Wab Kinew, the director of indigenous inclusion at the University of Winnipeg, said he wants an inquiry with a broad mandate and a requirement to deliver a set of recommendations against which all current and future government programs can be judged.
He said when Prime Minister Stephen Harper touts more funding for police and tougher laws, or when Manitoba Premier Selinger responds with a pledge of programs to address poverty, they are generally playing for votes, making it tough for people to know if those promises do any good.
“How do I know what is the right approach?” he asked. “(An inquiry) will provide an independent benchmark by which I can measure all actions.”
Manitoba Grand Chief Derek Nepinak said the mandate of an inquiry must demand recommendations that can be acted upon immediately for real results. He said recommendations for more police and stiffer sentences won’t help.

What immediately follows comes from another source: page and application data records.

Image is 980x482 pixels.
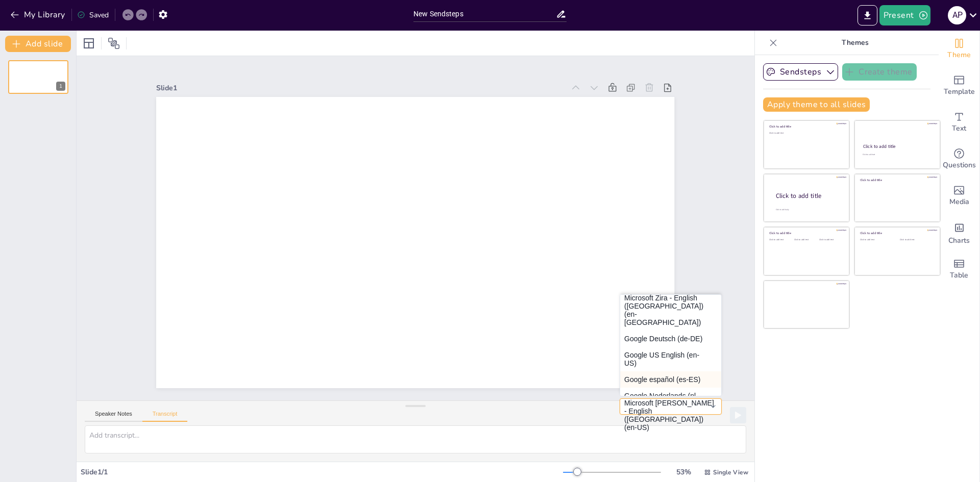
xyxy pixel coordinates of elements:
[769,132,842,135] div: Click to add text
[84,411,142,422] button: Speaker Notes
[57,81,65,91] div: 1
[947,6,966,25] div: a p
[949,197,969,207] span: Media
[938,141,979,177] div: Get real-time input from your audience
[863,143,931,149] div: Click to add title
[899,239,932,241] div: Click to add text
[769,231,842,235] div: Click to add title
[671,467,696,477] div: 53 %
[938,214,979,251] div: Add charts and graphs
[620,371,721,388] button: Google español (es-ES)
[860,178,933,182] div: Click to add title
[860,239,892,241] div: Click to add text
[879,5,930,26] button: Present
[776,191,841,200] div: Click to add title
[81,35,97,52] div: Layout
[947,50,971,60] span: Theme
[944,86,975,97] span: Template
[619,398,721,415] button: Microsoft [PERSON_NAME] - English ([GEOGRAPHIC_DATA]) (en-US)
[620,289,721,330] button: Microsoft Zira - English ([GEOGRAPHIC_DATA]) (en-[GEOGRAPHIC_DATA])
[860,231,933,235] div: Click to add title
[77,10,108,20] div: Saved
[769,125,842,128] div: Click to add title
[713,468,749,477] span: Single View
[81,467,563,477] div: Slide 1 / 1
[794,239,817,241] div: Click to add text
[858,5,877,26] button: Export to PowerPoint
[5,36,71,52] button: Add slide
[948,235,970,246] span: Charts
[781,31,928,55] p: Themes
[172,56,579,109] div: Slide 1
[620,347,721,371] button: Google US English (en-US)
[938,67,979,104] div: Add ready made slides
[952,123,966,134] span: Text
[938,251,979,288] div: Add a table
[769,239,792,241] div: Click to add text
[142,411,188,422] button: Transcript
[938,177,979,214] div: Add images, graphics, shapes or video
[8,7,70,23] button: My Library
[413,7,556,22] input: Insert title
[763,97,869,111] button: Apply theme to all slides
[862,153,930,156] div: Click to add text
[842,63,917,80] button: Create theme
[763,63,838,80] button: Sendsteps
[108,37,120,50] span: Position
[819,239,842,241] div: Click to add text
[943,159,976,171] span: Questions
[938,31,979,67] div: Change the overall theme
[938,104,979,141] div: Add text boxes
[9,60,68,94] div: 1
[730,407,746,423] button: Play
[950,270,968,281] span: Table
[620,330,721,347] button: Google Deutsch (de-DE)
[620,388,721,412] button: Google Nederlands (nl-NL)
[947,5,966,26] button: a p
[776,208,840,210] div: Click to add body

“That is not the solution,” said Nepinak. “We have to be willing to delve deeper than that.”
The country’s premiers have called for a national inquiry — most recently and forcefully, Saskatchewan’s Conservative Brad Wall. It was a call the premiers repeated at their annual gathering Wednesday in Charlottetown, which raised the question of whether the premiers could go it alone, sidestepping Harper and launching their own process.
Many experts canvassed by the Free Press agree an inquiry must be national in scope and have the full participation of the federal government since it’s Ottawa that is constitutionally responsible for aboriginals and funds the bulk of on-reserve policing, child welfare and education.
“I can’t see this working without a strong commitment from the federal government to change these pathways of aboriginal girls and women and do something very different than we’ve been doing,” said Mary Ellen Turpel-Lafond, BC’s representative for children and youth.
Turpel-Lafond is lukewarm about the growing momentum for a national inquiry, saying just how one would work requires more thought, especially if it risks delaying some of the obvious and practical ways to help women and girls that experts know work. She said anything that sparks a national debate on the issue is helpful, but discussion in the media and among politicians must translate into improvements to funding and services.
“On the ground, is this the pre-eminent issue? Are we doing everything we can to change the pathways for women and girls? I don’t see that,” she said. “It’s been at the bottom of the heap for some time.”
It’s difficult to imagine a speedy process. The Royal Commission, established following the 1990 Oka Crisis, took five years to deliver its massive reports.
A commission of inquiry would need to travel the country, much as the Royal Commission did in the 1990s. And, its process would be expected to be based on indigenous cultural practices, where proceedings are built around traditional ceremonies, where oral evidence is valued and where indigenous concepts of restorative justice are paramount.
If nothing else, a national inquiry would help fade what’s becoming a permanent stain on the relationship between First Nations leaders and the federal government, a lingering problem that threatens to taint all other issues such as resource-sharing and governance reforms.
Nepinak said an inquiry could be the next national conversation Canadians have about their history.
“It helped society evolve, and I think that is where the value is in an inquiry,” said Nepinak. “Until we find a government willing to work with us, the culture of denial is going subsist.”